Leigh looked back at him, saying nothing. Eddie’s eyes narrowed a little.
“You didn’t,” he said.
The fundamental truth to Leigh Shore was this—something she’d realized years back but could not seem to change, no matterthe opportunities, long-term relationships, and overall happiness it denied her—nothing was less interesting to her than somethingshe already had. And nothing was more interesting to her than something someone told her she could not have.
“I was tired of waiting, Eddie. I e-mailed them the article over a week ago—and they didn’t even respond. You know what I’mcapable of, right? You just said so. I needed to show them something. I’ve been asking for a change of assignment for comingup on two years, and they just keep sending me out to bullshit club openings or whatever. When the verticals come back onthis article, it’ll speak for itself. Sure, maybe it’s a little bit of a gamble, but—”
Eddie exhaled loudly, more of a grunt than a sigh.
“You know this site is owned by a multinational entertainment conglomerate, right? You can’t just . . . post things. It’snot your Tumblr. People get sued over this sort of thing, Leigh, and they most definitely get fired.”
Eddie turned away.
“I’m going to go check your goddamn article and pray you didn’t credit me on it.”
Leigh opened her mouth, about to say she’d pull the post off Urbanity’s site. But what would that do, really? It was alreadyout there.
The first prediction to happen while people were paying attention was a claim that fourteen babies would be born at NorthsideGeneral Hospital in Houston on October 8, six male, eight female. Exactly correct, even though the last infant was born attwo minutes to midnight, and the mother was a woman who showed up at the hospital about half an hour earlier. She wasn’t evenfrom the area—she was driving through with her husband.
Not easy to stage, but naysayers on blogs and message boards came up with all sorts of ways it could have been done.
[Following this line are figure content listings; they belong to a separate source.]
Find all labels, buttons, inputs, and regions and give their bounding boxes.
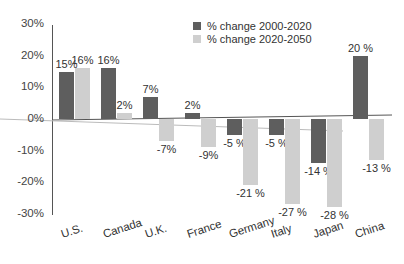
legend: % change 2000-2020 % change 2020-2050 <box>193 19 312 45</box>
bar-uk-series-0 <box>143 97 158 119</box>
y-tick-label: -20% <box>0 175 44 187</box>
y-tick-label: 10% <box>0 80 44 92</box>
bar-japan-series-0 <box>311 119 326 163</box>
bar-germany-series-1 <box>243 119 258 185</box>
bar-china-series-1 <box>369 119 384 160</box>
value-label: 16% <box>97 54 119 66</box>
value-label: 20 % <box>348 42 373 54</box>
legend-swatch-light <box>193 35 201 43</box>
bar-china-series-0 <box>353 56 368 119</box>
bar-chart: 30%20%10%0%-10%-20%-30% 15%16%16%2%7%-7%… <box>0 0 404 264</box>
legend-item-2020-2050: % change 2020-2050 <box>193 32 312 45</box>
bar-us-series-1 <box>75 68 90 119</box>
value-label: -28 % <box>320 209 349 221</box>
value-label: -21 % <box>236 187 265 199</box>
value-label: 2% <box>185 99 201 111</box>
bar-canada-series-1 <box>117 113 132 119</box>
value-label: 16% <box>71 54 93 66</box>
y-tick-label: 30% <box>0 17 44 29</box>
legend-label: % change 2020-2050 <box>207 33 312 45</box>
value-label: 7% <box>143 83 159 95</box>
y-tick-label: -10% <box>0 144 44 156</box>
y-tick-label: 0% <box>0 112 44 124</box>
value-label: -27 % <box>278 206 307 218</box>
bar-germany-series-0 <box>227 119 242 135</box>
value-label: -13 % <box>362 162 391 174</box>
value-label: -7% <box>157 143 177 155</box>
bar-canada-series-0 <box>101 68 116 119</box>
legend-label: % change 2000-2020 <box>207 20 312 32</box>
bar-france-series-1 <box>201 119 216 147</box>
bar-japan-series-1 <box>327 119 342 207</box>
value-label: 2% <box>117 99 133 111</box>
bar-us-series-0 <box>59 72 74 119</box>
bar-france-series-0 <box>185 113 200 119</box>
legend-swatch-dark <box>193 22 201 30</box>
y-tick-label: -30% <box>0 207 44 219</box>
value-label: -9% <box>199 149 219 161</box>
bar-uk-series-1 <box>159 119 174 141</box>
bar-italy-series-1 <box>285 119 300 204</box>
legend-item-2000-2020: % change 2000-2020 <box>193 19 312 32</box>
y-tick-label: 20% <box>0 49 44 61</box>
bar-italy-series-0 <box>269 119 284 135</box>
The mostpopular was that the CIA ran the Site and had induced labor in a number of women at a secret facility near the hospital, liningthem up like brood mares to make sure everything worked out as planned, sending out the lucky lady to the hospital a littlebit before midnight.
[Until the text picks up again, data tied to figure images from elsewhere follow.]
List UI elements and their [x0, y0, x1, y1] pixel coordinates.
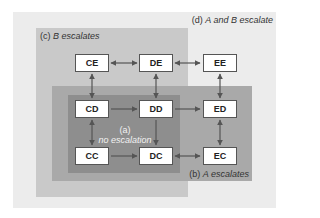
node-dc: DC: [139, 147, 173, 165]
node-ec: EC: [203, 147, 237, 165]
node-cc: CC: [75, 147, 109, 165]
node-ed: ED: [203, 100, 237, 118]
node-ce: CE: [75, 54, 109, 72]
node-de: DE: [139, 54, 173, 72]
node-ee: EE: [203, 54, 237, 72]
node-cd: CD: [75, 100, 109, 118]
node-dd: DD: [139, 100, 173, 118]
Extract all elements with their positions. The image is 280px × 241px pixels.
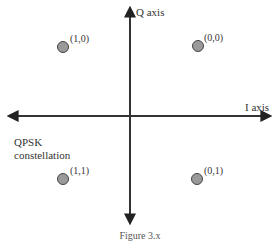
constellation-point-00 bbox=[192, 40, 204, 52]
constellation-point-11 bbox=[57, 173, 69, 185]
point-label-10: (1,0) bbox=[70, 33, 89, 44]
point-label-00: (0,0) bbox=[204, 32, 223, 43]
q-axis-label: Q axis bbox=[136, 6, 164, 18]
point-label-01: (0,1) bbox=[204, 165, 223, 176]
figure-caption: Figure 3.x bbox=[0, 230, 280, 241]
title-line-1: QPSK bbox=[14, 136, 42, 148]
constellation-point-10 bbox=[57, 41, 69, 53]
point-label-11: (1,1) bbox=[70, 165, 89, 176]
constellation-point-01 bbox=[191, 173, 203, 185]
title-line-2: constellation bbox=[14, 149, 70, 161]
i-axis-label: I axis bbox=[245, 101, 269, 113]
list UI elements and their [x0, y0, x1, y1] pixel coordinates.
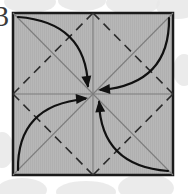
- step-number-label: 3: [0, 1, 9, 31]
- fold-diagram-canvas: [0, 0, 188, 194]
- origami-figure: 3: [0, 0, 188, 194]
- solid-crease-lines: [13, 13, 173, 175]
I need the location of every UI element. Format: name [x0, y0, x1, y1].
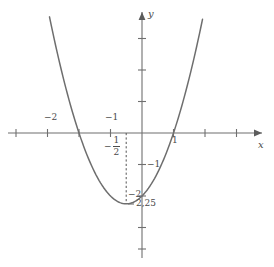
fraction-minus-one-half: − 1 2 — [104, 136, 120, 157]
x-tick-label-one: 1 — [172, 136, 178, 145]
x-label-minus-one-half: − 1 2 — [104, 136, 120, 157]
x-axis-arrow-icon — [254, 130, 262, 137]
x-tick-label-minus-1: −1 — [105, 113, 118, 122]
plot-canvas — [0, 0, 274, 267]
vertex-value-label: 2,25 — [136, 199, 156, 208]
parabola-curve — [50, 17, 203, 204]
x-tick-label-minus-2: −2 — [44, 113, 57, 122]
x-axis-name-label: x — [258, 140, 264, 150]
y-axis-name-label: y — [148, 9, 154, 19]
fraction-denominator: 2 — [113, 148, 121, 157]
fraction-minus-sign: − — [104, 142, 112, 151]
y-axis-arrow-icon — [139, 12, 146, 20]
fraction-stack: 1 2 — [113, 136, 121, 157]
parabola-figure: x y −2 −1 1 − 1 2 −1 −2 2,25 — [0, 0, 274, 267]
y-tick-label-minus-1: −1 — [147, 160, 160, 169]
fraction-numerator: 1 — [113, 136, 121, 145]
Never mind that the CIA worked exclusively outside the United States, and inducing labor was far from a precision maneuversubject to split-second timing, and why would any woman agree to something like that, and and and.
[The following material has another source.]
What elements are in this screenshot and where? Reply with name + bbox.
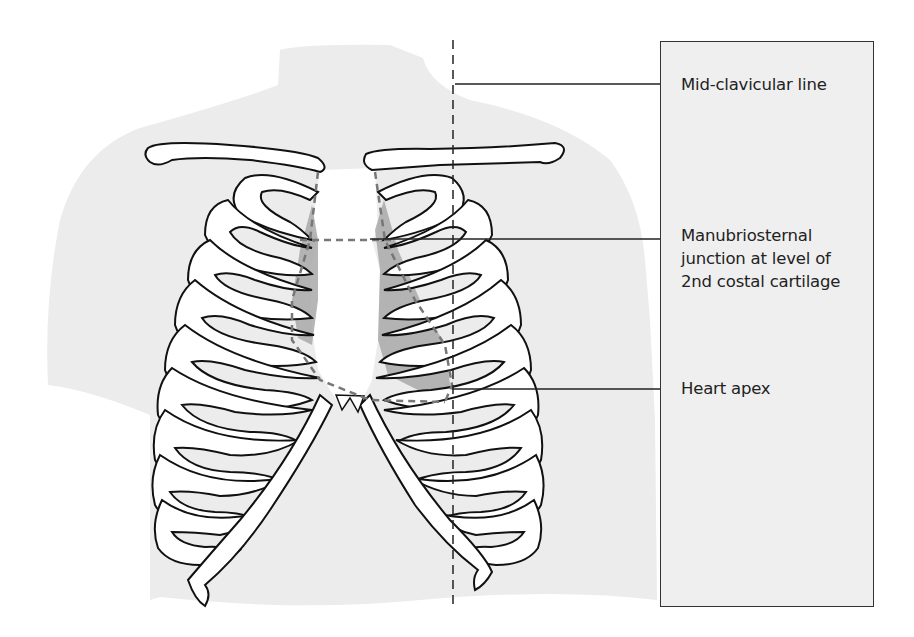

The next prediction was dated about two weeks after the births:
PACIFIC AIRLINES FLIGHT 256 LOSES CABIN PRESSURE ON ITS DESCENT FOR LANDING IN KUALA LUMPUR. ALTHOUGH THE PLANE LANDS SAFELY, SEVENTEEN PEOPLE ARE INJURED. THERE ARE NO DEATHS.
Again, the Site was dead-on. A bird hit a window weakened from lack of maintenance, and it cracked just enough to cause ablowout. Exactly seventeen people were hurt, no more, no less. And even that could have been faked, people claimed, but theworld was much less willing to take the conspiracy theorists seriously on that one, because that event had been caught onfilm.
A crew of enterprising Indonesians brought a camera out to the airport and filmed Flight 256 as it came in for a landing.The clip was online within hours, and it very clearly showed the flock of birds entering the frame. Most turned at the lastminute. A few didn’t. When you started asking people to believe that the CIA had developed the ability to remotely controlbirds, and had somehow rigged the plane so that only seventeen people would get hurt, it became easier to just believe thatthe Site was real.
Someone out there could predict the future. The Oracle.
Most religious groups either denounced the Site or pointedly ignored it. A few embraced it. Politicians and pundits incorporatedthe Site into their rhetoric without a blip. Invitations to the most exclusive events, offers of sexual favors, payments,employment were extended to the Oracle, all of which were, as far as anyone knew, ignored.